In our New York Times ad commemorating the 20th anniversary of Pope John Paul’s papacy, we take note of the slander that has been heaped on the recently beatified Cardinal Stepinac. Leading the slanderous charges has been the Simon Wiesenthal Center in Los Angeles.

“In Croatia,” writes Rabbi Abraham Cooper of the Simon Wiesenthal Center, “you could draw a straight line between the behaviour of the government and the influence of the church.” This was said just in time to make the newspapers the day that the pope beatified Cardinal Stepinac.

How embarrassing it must have been for the rabbi, safely tucked away in L.A., to read what his fellow Jews in Croatia said about Cardinal Stepinac on his special day: they said they were “grateful” to him for saving the lives of many Jews. Indeed, Slavko Goldstein, leader of the Jews in Croatia, said “There is no question he saved hundreds of Jews and others.” And what does the good rabbi say about the evidence released by the Vatican that shows how the archbishop criticized the pro-Nazi Ustashe regime and how he intervened to save the Jews from death?

This is not the first time that the Catholic League has clashed with the Simon Wiesenthal Center. Last summer, we wrote to the Simon Wiesenthal Center in Los Angeles protesting their labeling of Cardinal Stepinac as a “war criminal.” In a rather amazing letter, we were told that “in no place” does the Wiesenthal publication,Response, ever use the words “war criminal” to describe Stepinac. That this could be written as a serious response, when the very title of the article in question read, “Beatification of a War Criminal?, is a masterful example of denial that can only be called Clintonesque.

There is a need to hunt down Nazis and their collaborators, dead or alive; the same rule should apply to Communists who engaged in terror, though Nazi hunters generally have no stomach for such a venture.

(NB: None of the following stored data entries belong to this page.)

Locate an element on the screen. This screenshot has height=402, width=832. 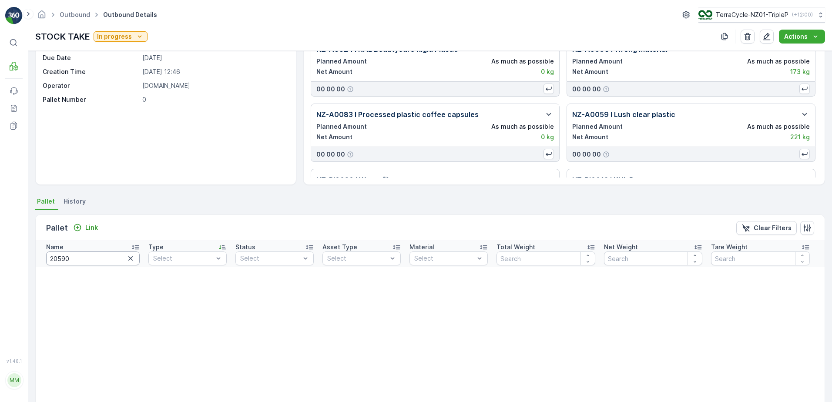
span: v 1.48.1 is located at coordinates (14, 361).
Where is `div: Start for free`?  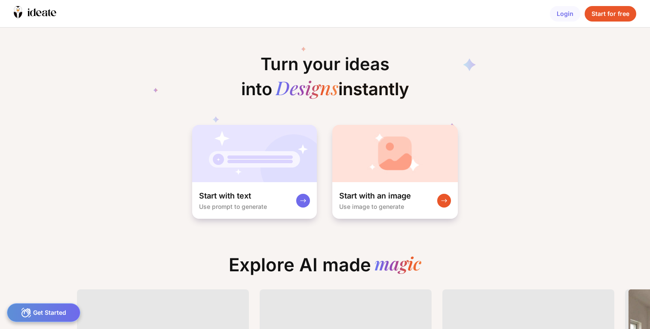
div: Start for free is located at coordinates (611, 14).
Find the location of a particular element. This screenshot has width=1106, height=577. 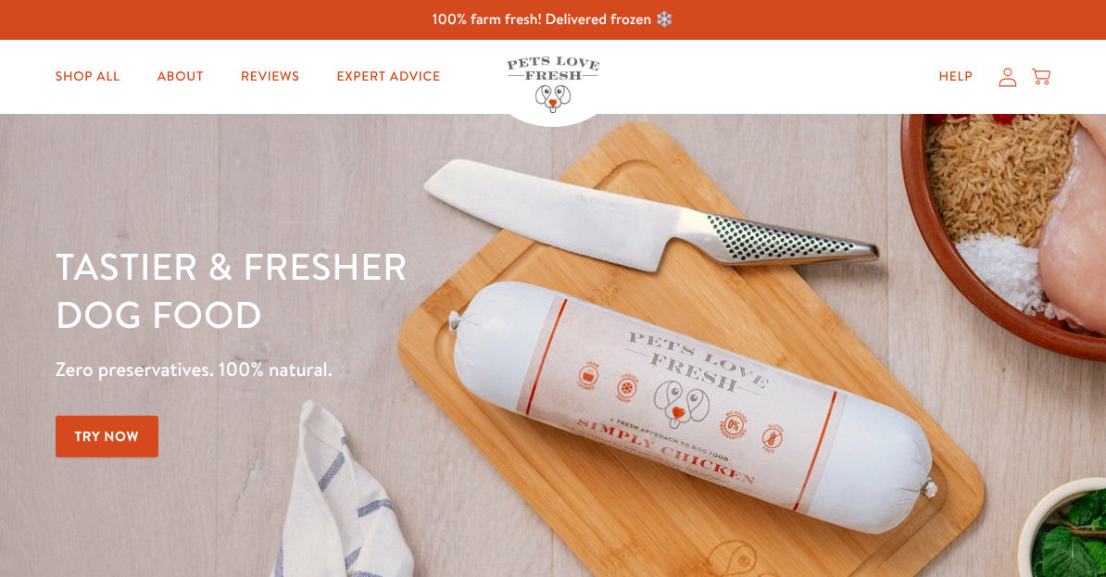

a: Shop All is located at coordinates (88, 77).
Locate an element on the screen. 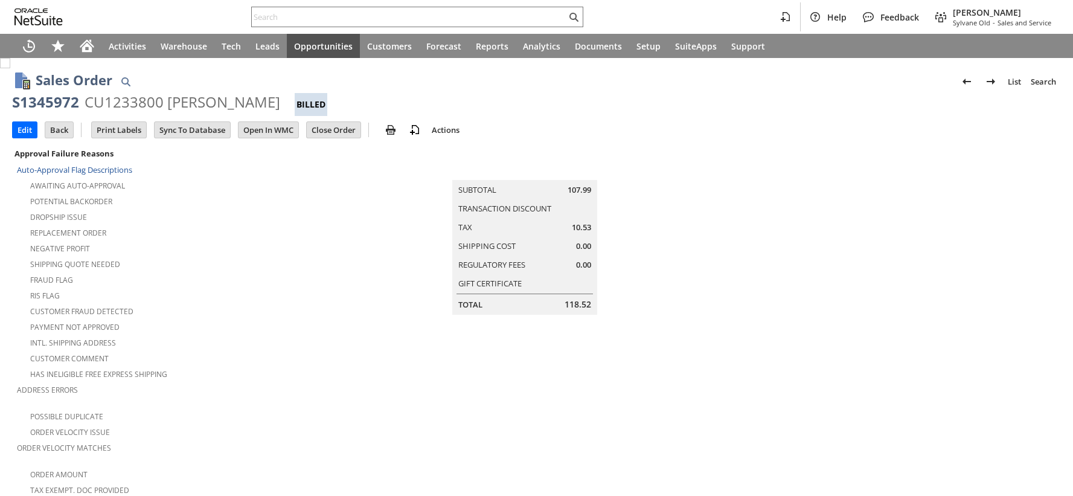  a: Order Amount is located at coordinates (59, 474).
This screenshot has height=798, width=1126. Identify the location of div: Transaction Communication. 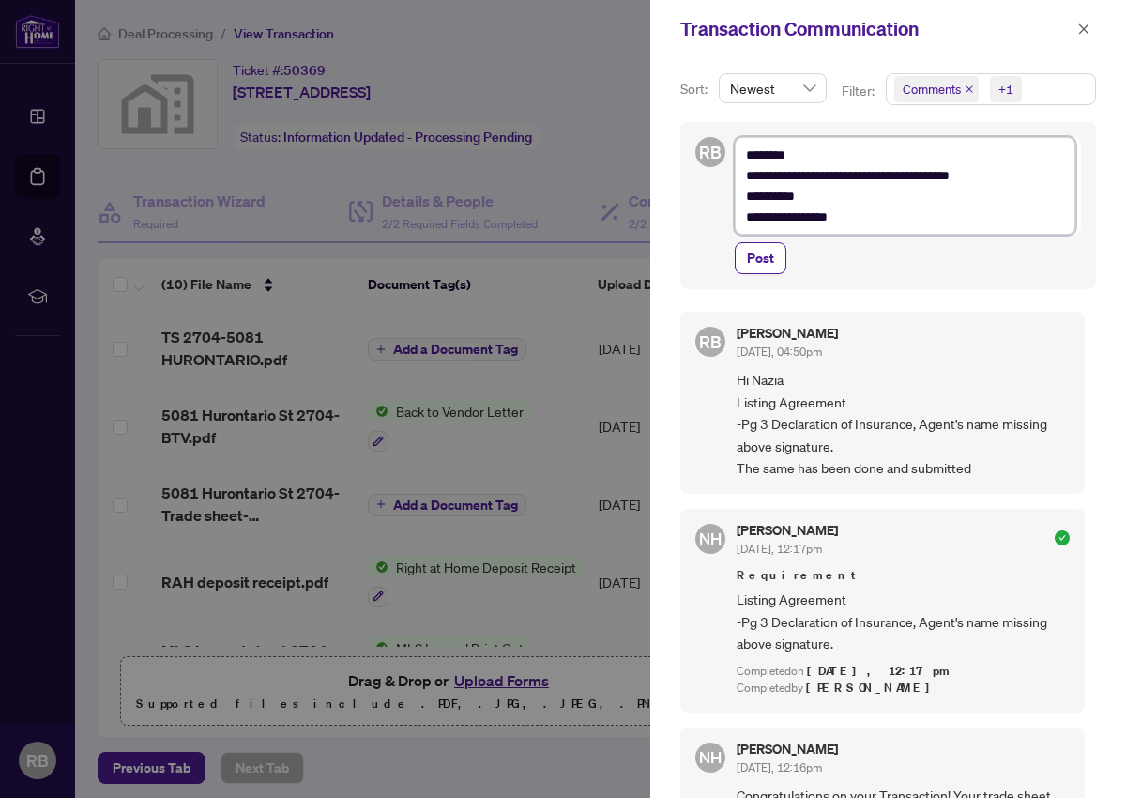
(875, 29).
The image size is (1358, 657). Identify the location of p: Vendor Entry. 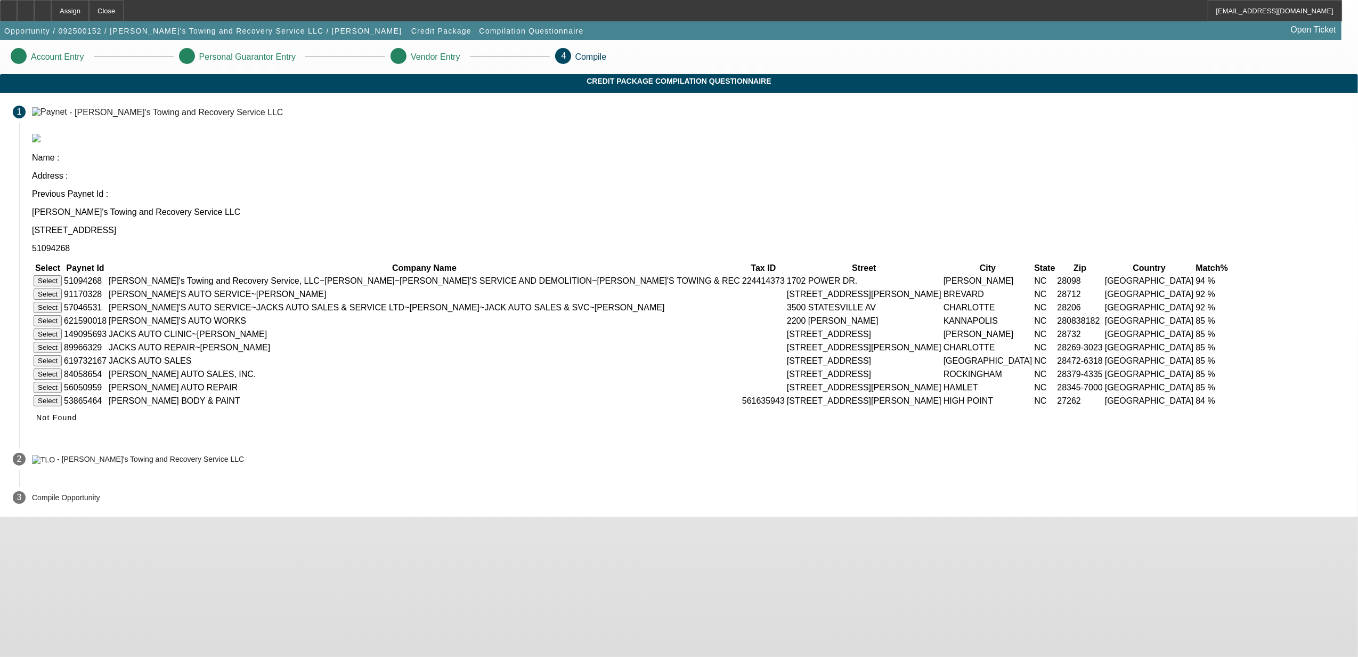
(435, 57).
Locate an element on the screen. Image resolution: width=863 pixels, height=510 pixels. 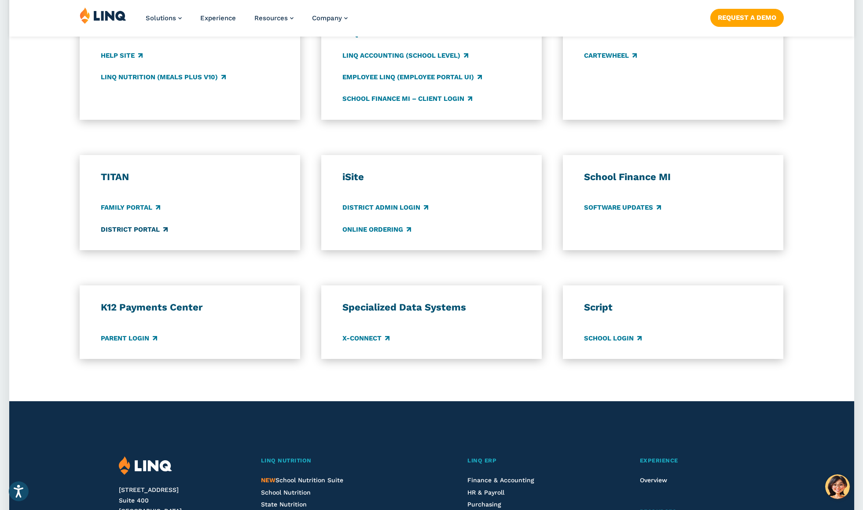
a: Resources is located at coordinates (274, 18).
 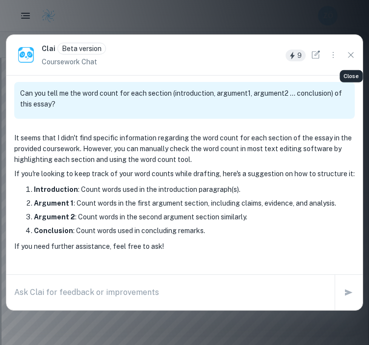 I want to click on img: clai.png, so click(x=26, y=55).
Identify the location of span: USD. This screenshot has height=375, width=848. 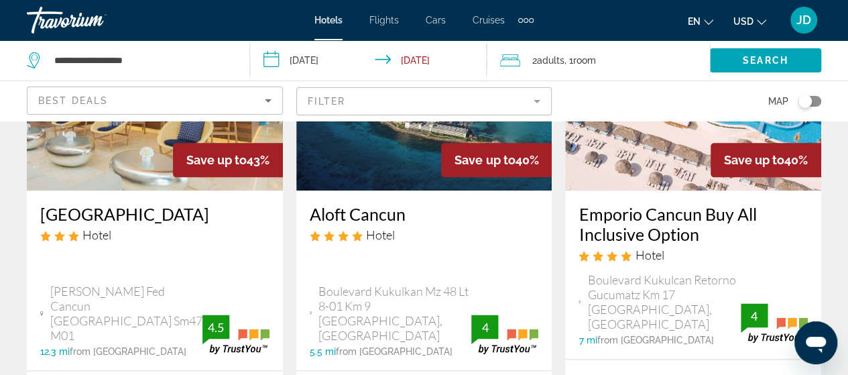
(743, 21).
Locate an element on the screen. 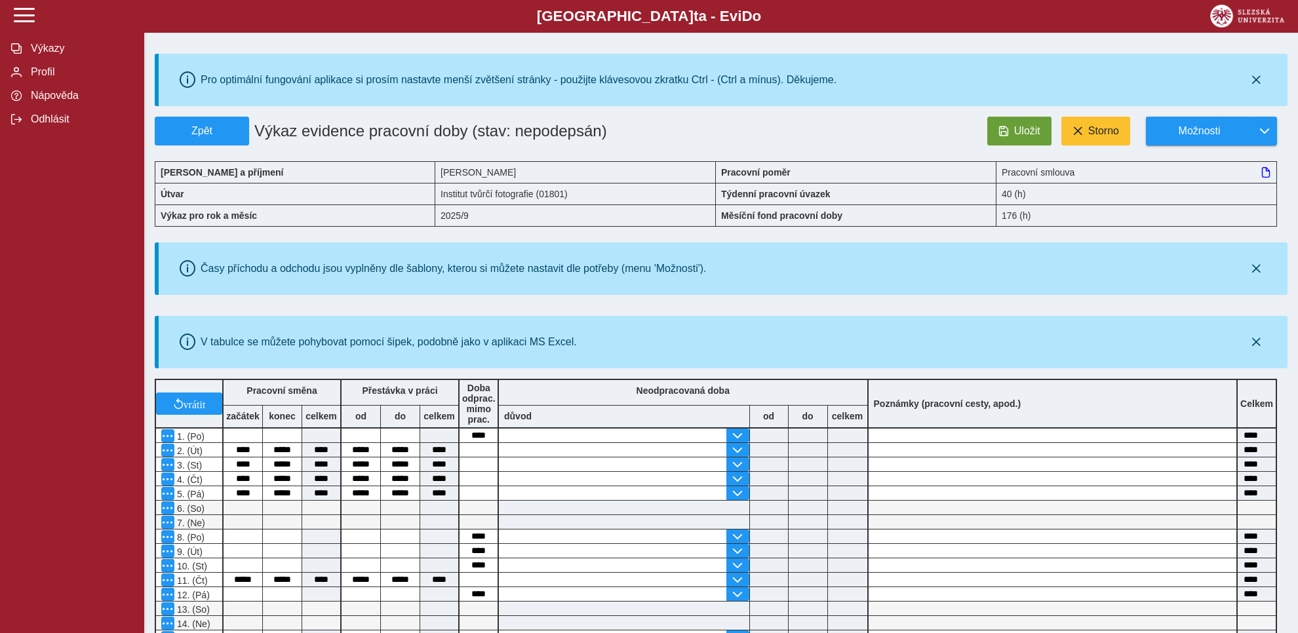 This screenshot has height=633, width=1298. span: 1. (Po) is located at coordinates (189, 437).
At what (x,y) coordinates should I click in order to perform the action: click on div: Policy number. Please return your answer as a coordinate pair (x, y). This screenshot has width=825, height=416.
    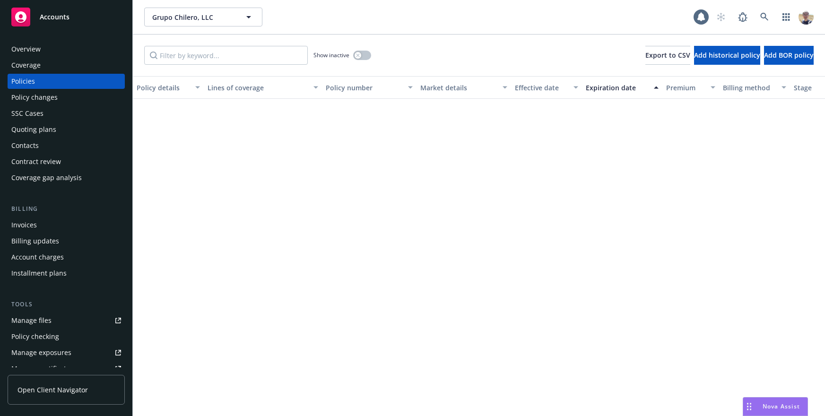
    Looking at the image, I should click on (364, 87).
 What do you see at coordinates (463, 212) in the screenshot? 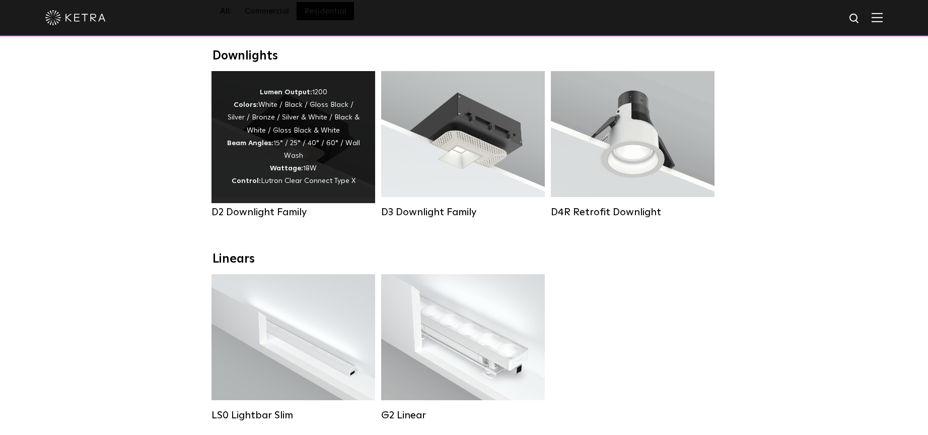
I see `div: D3 Downlight Family` at bounding box center [463, 212].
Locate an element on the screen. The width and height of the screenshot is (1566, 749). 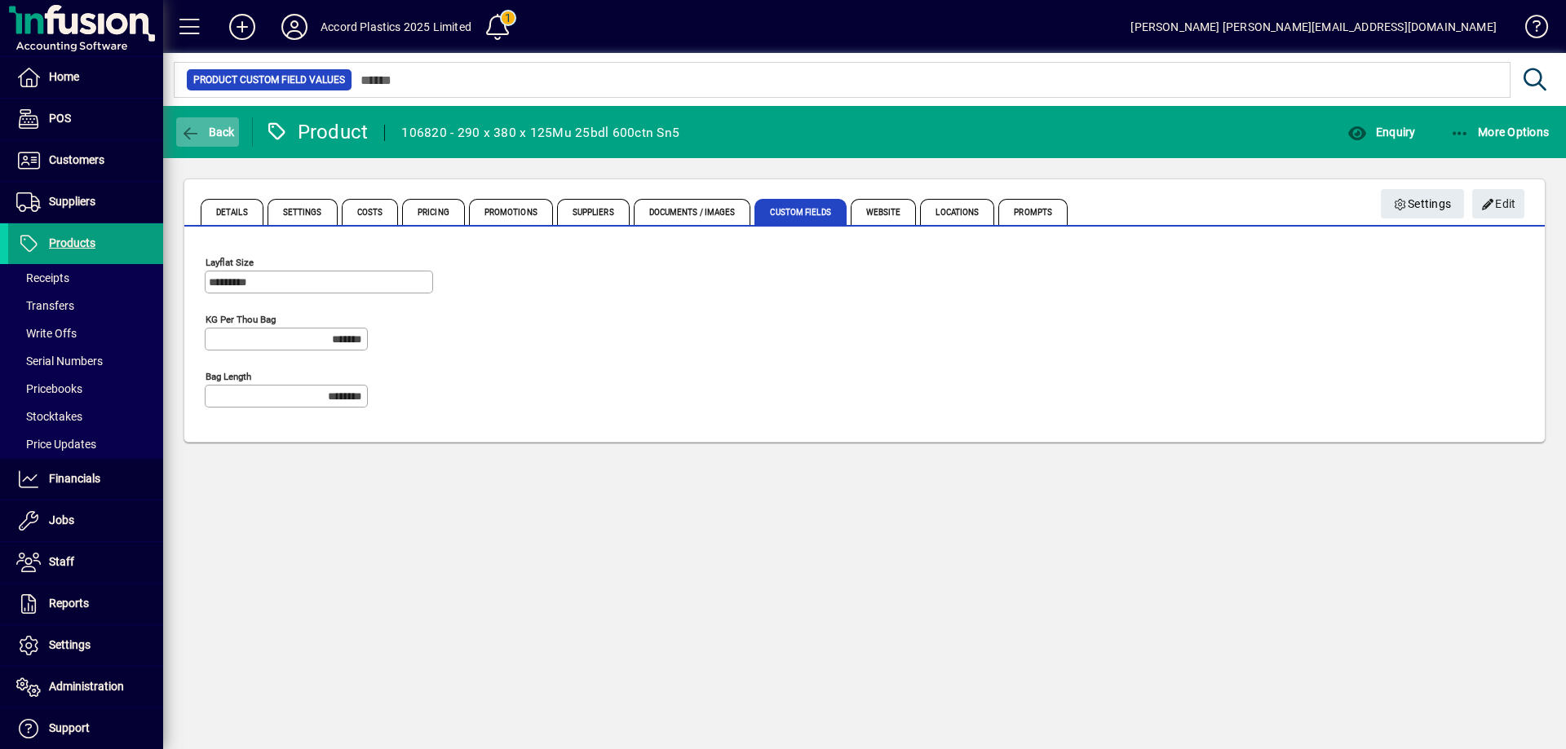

But when Nazi hunting becomes witch hunting—and that is exactly what the Simon Wiesenthal Center is guilty of—then a noble crusade descends to the level of an ignoble mission, the effect of which is to exculpate the truly guilty.

See our New York Times op-ed page ad on Pope John Paul II, reprinted in this issue, for more on Cardinal Stepinac.  It is time history gave him his due.